Months after OX Security’s disclosure, three out of four critical vulnerabilities in widely used extensions are still awaiting patches.
Four immensely popular Visual Studio Code extensions, downloaded a collective 128 million times, harbored critical and high-severity vulnerabilities that could enable file theft, remote code execution, and internal network mapping, jeopardizing developers’ security.
This week, application security firm OX Security unveiled its findings, noting that while they informed vendors in June 2025, three of the four maintainers have yet to respond to their notifications.
On February 16, three specific Common Vulnerabilities and Exposures (CVEs) — CVE-2025-65717, CVE-2025-65715, and CVE-2025-65716 — were officially recognized and made public.
Visual Studio Code extensions are powerful add-ons that augment Microsoft’s popular code editor, bringing features like expanded language support, debugging utilities, real-time previews, and code execution. Their inherent broad access to local files, system terminals, and network resources made these newly discovered vulnerabilities particularly alarming.
Distinguishing them from the malicious extensions previously infiltrated into the VS Code marketplace by threat actors, these vulnerabilities were embedded in genuine, extensively used tools. This meant developers were entirely unaware of the inherent risks, as highlighted by OX Security in their official advisory.
“Our investigation reveals that a single compromised extension, or a solitary vulnerability within one, is sufficient for an attacker to achieve lateral movement and breach entire organizational systems,” the advisory further stated.
Notably, these vulnerabilities also extended to Cursor and Windsurf, the AI-driven Integrated Development Environments that leverage VS Code’s underlying extension framework.
OX Security issued separate advisories for each vulnerability, meticulously outlining the exploitation methods and the potential impact an attacker could inflict.
Unpacking the Attack Methods
The most critical flaw, CVE-2025-65717, impacted Live Server, an extension with 72 million downloads that initiates a local HTTP server for instant browser previews. OX Security discovered that this server was accessible from any webpage a developer might visit while the extension was active, not solely from their designated browser.
According to OX Security researchers Moshe Siman Tov Bustan and Nir Zadok, “Attackers merely need to send a malicious link to the target while Live Server operates in the background.”
Code Runner, boasting 37 million downloads, was vulnerable to CVE-2025-65715 (high severity). This extension processes execution commands from a global configuration file. OX Security identified that a specially crafted entry within this file could lead to arbitrary code execution, including the deployment of reverse shells. Attackers could achieve this by tricking a developer into pasting harmful code via phishing or by using another compromised extension to discreetly alter the configuration file.
Markdown Preview Enhanced, with 8.5 million downloads, was susceptible to CVE-2025-65716 (CVSS 8.8). This vulnerability could be activated simply by opening an untrusted Markdown file. The researchers observed, “A malicious Markdown file has the potential to execute scripts or embedded content designed to gather data on open ports from the victim’s machine.”
Microsoft’s Silent Fix for its Extension
The narrative for the fourth vulnerability diverged. Microsoft’s Live Preview extension, downloaded 11 million times, harbored a cross-site scripting vulnerability. OX Security indicated this flaw could allow a malicious webpage to list files in a developer’s root directory and steal sensitive data such as credentials, access keys, and other confidential information.
On August 7, the researchers alerted Microsoft to the problem. Microsoft initially assessed it as low severity, attributing this to the necessity of user interaction.
The researchers further noted, “However, on September 11, 2025, Microsoft discreetly issued a patch for the XSS security concerns we had reported, doing so without any prior notification to us. We only became aware of this deployment quite recently.”
This particular vulnerability did not receive a CVE assignment. The researchers advised, “Anyone using Live Preview should update to version 0.4.16 or newer without delay.”
Microsoft had not yet provided an immediate comment when contacted.
Collectively, these four flaws highlight a more pervasive issue concerning the security and maintenance practices surrounding developer tools.
Recommendations for Security Teams
In their advisory, OX Security researchers emphasized, “These vulnerabilities definitively demonstrate that Integrated Development Environments (IDEs) represent the most vulnerable point in an organization’s supply chain security.”
Developer workstations frequently store critical assets like API keys, cloud credentials, database connection strings, and SSH keys. OX Security cautioned that a successful data exfiltration from even one machine could grant an attacker entry to the organization’s wider infrastructure, with risks escalating to lateral movement and complete system compromise.
The researchers recommended that developers deactivate any extensions not currently in use and refrain from visiting untrusted websites when localhost servers are active. Additionally, they advised against incorporating configuration snippets from ununverified sources into VS Code’s global settings.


**Activity**
Make an exact copy of all the entries shown below.

**Materials provided**
==============================
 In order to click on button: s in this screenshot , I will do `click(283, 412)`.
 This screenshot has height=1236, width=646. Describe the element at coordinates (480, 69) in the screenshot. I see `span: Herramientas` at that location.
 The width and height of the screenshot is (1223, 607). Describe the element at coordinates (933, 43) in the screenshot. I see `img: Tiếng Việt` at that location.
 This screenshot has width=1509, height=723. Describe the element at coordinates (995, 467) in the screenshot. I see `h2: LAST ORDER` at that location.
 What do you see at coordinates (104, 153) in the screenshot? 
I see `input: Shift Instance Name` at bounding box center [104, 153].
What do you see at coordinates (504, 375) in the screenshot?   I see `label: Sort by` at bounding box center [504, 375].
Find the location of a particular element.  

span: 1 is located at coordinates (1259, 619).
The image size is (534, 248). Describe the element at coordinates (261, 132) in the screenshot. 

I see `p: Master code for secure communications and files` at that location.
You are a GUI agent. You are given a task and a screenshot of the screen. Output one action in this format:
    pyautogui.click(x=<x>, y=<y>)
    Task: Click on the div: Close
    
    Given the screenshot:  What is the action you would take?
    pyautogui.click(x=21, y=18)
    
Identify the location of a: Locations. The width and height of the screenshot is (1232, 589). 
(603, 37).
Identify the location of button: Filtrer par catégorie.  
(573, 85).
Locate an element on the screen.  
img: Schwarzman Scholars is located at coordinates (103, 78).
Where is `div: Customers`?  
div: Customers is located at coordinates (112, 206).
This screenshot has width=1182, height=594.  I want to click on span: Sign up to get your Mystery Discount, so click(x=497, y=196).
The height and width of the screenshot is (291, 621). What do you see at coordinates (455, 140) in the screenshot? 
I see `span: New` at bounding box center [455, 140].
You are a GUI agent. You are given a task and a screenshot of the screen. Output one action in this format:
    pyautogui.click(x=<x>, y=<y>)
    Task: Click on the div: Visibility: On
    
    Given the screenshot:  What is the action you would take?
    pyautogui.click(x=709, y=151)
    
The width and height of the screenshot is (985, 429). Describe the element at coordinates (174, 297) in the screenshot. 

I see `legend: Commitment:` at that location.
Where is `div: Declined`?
==============================
**Answer to this task**
 In order to click on button: s in this screenshot , I will do `click(283, 412)`.
 This screenshot has height=1236, width=646. Describe the element at coordinates (480, 69) in the screenshot. I see `span: Herramientas` at that location.
 The width and height of the screenshot is (1223, 607). Describe the element at coordinates (933, 43) in the screenshot. I see `img: Tiếng Việt` at that location.
 This screenshot has width=1509, height=723. Describe the element at coordinates (995, 467) in the screenshot. I see `h2: LAST ORDER` at that location.
 What do you see at coordinates (104, 153) in the screenshot? 
I see `input: Shift Instance Name` at bounding box center [104, 153].
What do you see at coordinates (504, 375) in the screenshot?   I see `label: Sort by` at bounding box center [504, 375].
Find the location of a particular element.  

span: 1 is located at coordinates (1259, 619).
The image size is (534, 248). Describe the element at coordinates (261, 132) in the screenshot. 

I see `p: Master code for secure communications and files` at that location.
You are a GUI agent. You are given a task and a screenshot of the screen. Output one action in this format:
    pyautogui.click(x=<x>, y=<y>)
    Task: Click on the div: Close
    
    Given the screenshot:  What is the action you would take?
    pyautogui.click(x=21, y=18)
    
Identify the location of a: Locations. The width and height of the screenshot is (1232, 589). 
(603, 37).
Identify the location of button: Filtrer par catégorie.  
(573, 85).
Locate an element on the screen.  
img: Schwarzman Scholars is located at coordinates (103, 78).
Where is `div: Customers`?  
div: Customers is located at coordinates (112, 206).
This screenshot has width=1182, height=594.  I want to click on span: Sign up to get your Mystery Discount, so click(x=497, y=196).
The height and width of the screenshot is (291, 621). What do you see at coordinates (455, 140) in the screenshot? 
I see `span: New` at bounding box center [455, 140].
You are a GUI agent. You are given a task and a screenshot of the screen. Output one action in this format:
    pyautogui.click(x=<x>, y=<y>)
    Task: Click on the div: Visibility: On
    
    Given the screenshot:  What is the action you would take?
    pyautogui.click(x=709, y=151)
    
The width and height of the screenshot is (985, 429). Describe the element at coordinates (174, 297) in the screenshot. 

I see `legend: Commitment:` at that location.
Where is `div: Declined`?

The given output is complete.